Concrete Thinking

Colosseum_01The ancient Romans were better at making concrete than we are today. According to a recent study by the US Department of Energy at Berkeley Lab, researchers have finally figured out how they made it.

First, what is concrete? According to this informative website, it’s an artificial building material that’s a combination of an aggregate (such as chunks of stone, rubble, broken bricks) plus a binding agent (such as lime or gypsum), and water. Builders slather it on in its wet phase, and then it dries and sets and hardens.

The binding agent in modern concrete is “cement” or “Portland cement,” which is manufactured from natural stuff. The term “reinforced concrete” refers to concrete that has been strengthened with steel bars. The Romans didn’t use reinforced concrete.

The special binding agent in Roman concrete (opus caementicium) was a volcanic dust called Pozzolona.

512px-Ostia_MarketplaceWhat’s fascinated researchers for so long is how the Roman concrete that was used to build harbors—submerged in sea water—managed to survive two thousand years, when Portland cement gives out after fifty. An analysis of the mineral components in Roman concrete dating to 37 BC reveals the recipe. According to the researchers’ press release “The Romans made concrete by mixing lime and volcanic rock. For underwater structures, lime and volcanic ash were mixed to form mortar, and this mortar and volcanic tuff were packed into wooden forms. The seawater instantly triggered a hot chemical reaction. The lime was hydrated – incorporating water molecules into its structure – and reacted with the ash to cement the whole mixture together.”

It’s also way more environmentally friendly to produce. And evidently there are sources of pozzolan—volcanic ash—all over the world.

The Monty Python blokes may well ask, “What have the Romans ever done for us?”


> _What to produce_: Return each line of the records holding the string "JSON".

====================

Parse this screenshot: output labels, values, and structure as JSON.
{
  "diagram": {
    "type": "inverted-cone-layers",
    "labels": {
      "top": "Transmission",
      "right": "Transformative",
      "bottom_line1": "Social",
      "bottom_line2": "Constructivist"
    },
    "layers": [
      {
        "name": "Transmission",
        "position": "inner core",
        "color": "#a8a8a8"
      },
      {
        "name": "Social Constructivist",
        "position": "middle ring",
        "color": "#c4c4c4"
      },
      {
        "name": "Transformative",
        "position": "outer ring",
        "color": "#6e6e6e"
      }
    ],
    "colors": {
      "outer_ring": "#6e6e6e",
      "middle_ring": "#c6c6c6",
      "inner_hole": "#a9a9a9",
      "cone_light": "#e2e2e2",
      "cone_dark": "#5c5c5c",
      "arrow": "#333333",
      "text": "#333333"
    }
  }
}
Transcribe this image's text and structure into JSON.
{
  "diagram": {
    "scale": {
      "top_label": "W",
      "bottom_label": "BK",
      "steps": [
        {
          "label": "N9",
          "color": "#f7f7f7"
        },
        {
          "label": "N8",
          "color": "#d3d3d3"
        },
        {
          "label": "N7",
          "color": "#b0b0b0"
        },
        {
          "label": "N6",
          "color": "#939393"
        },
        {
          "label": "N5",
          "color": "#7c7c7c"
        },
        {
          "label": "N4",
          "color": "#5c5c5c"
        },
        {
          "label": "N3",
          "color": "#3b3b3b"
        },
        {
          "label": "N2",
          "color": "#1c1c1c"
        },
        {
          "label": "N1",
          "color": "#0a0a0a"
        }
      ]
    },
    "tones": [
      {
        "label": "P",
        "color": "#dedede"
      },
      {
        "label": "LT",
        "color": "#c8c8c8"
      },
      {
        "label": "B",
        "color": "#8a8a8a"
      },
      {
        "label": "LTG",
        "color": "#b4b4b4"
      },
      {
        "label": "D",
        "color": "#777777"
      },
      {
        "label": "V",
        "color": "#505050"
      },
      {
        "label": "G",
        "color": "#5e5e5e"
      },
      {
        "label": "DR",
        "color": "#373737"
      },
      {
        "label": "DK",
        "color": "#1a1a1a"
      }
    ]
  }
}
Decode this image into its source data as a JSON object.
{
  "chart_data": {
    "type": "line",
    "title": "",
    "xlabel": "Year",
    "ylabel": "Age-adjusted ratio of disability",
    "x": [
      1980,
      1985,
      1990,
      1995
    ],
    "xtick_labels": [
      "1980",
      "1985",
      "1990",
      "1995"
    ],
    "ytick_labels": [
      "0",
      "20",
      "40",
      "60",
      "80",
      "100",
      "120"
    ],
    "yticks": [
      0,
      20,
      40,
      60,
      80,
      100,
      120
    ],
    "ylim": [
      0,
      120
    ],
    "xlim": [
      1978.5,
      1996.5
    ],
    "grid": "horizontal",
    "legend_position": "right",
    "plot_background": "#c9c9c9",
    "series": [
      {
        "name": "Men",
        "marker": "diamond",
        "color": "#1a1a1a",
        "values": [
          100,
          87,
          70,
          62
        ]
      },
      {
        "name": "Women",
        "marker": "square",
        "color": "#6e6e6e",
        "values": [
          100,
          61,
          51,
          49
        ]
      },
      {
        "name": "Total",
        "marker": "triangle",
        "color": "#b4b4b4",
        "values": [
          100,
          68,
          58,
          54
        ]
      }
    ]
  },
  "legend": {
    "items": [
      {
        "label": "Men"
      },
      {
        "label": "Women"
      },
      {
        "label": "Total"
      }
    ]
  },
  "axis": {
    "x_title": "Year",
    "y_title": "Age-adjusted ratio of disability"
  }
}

====================

> _Answer space_:
Parse this screenshot: output labels, values, and structure as JSON.
Transcribe this image's text and structure into JSON.
Decode this image into its source data as a JSON object.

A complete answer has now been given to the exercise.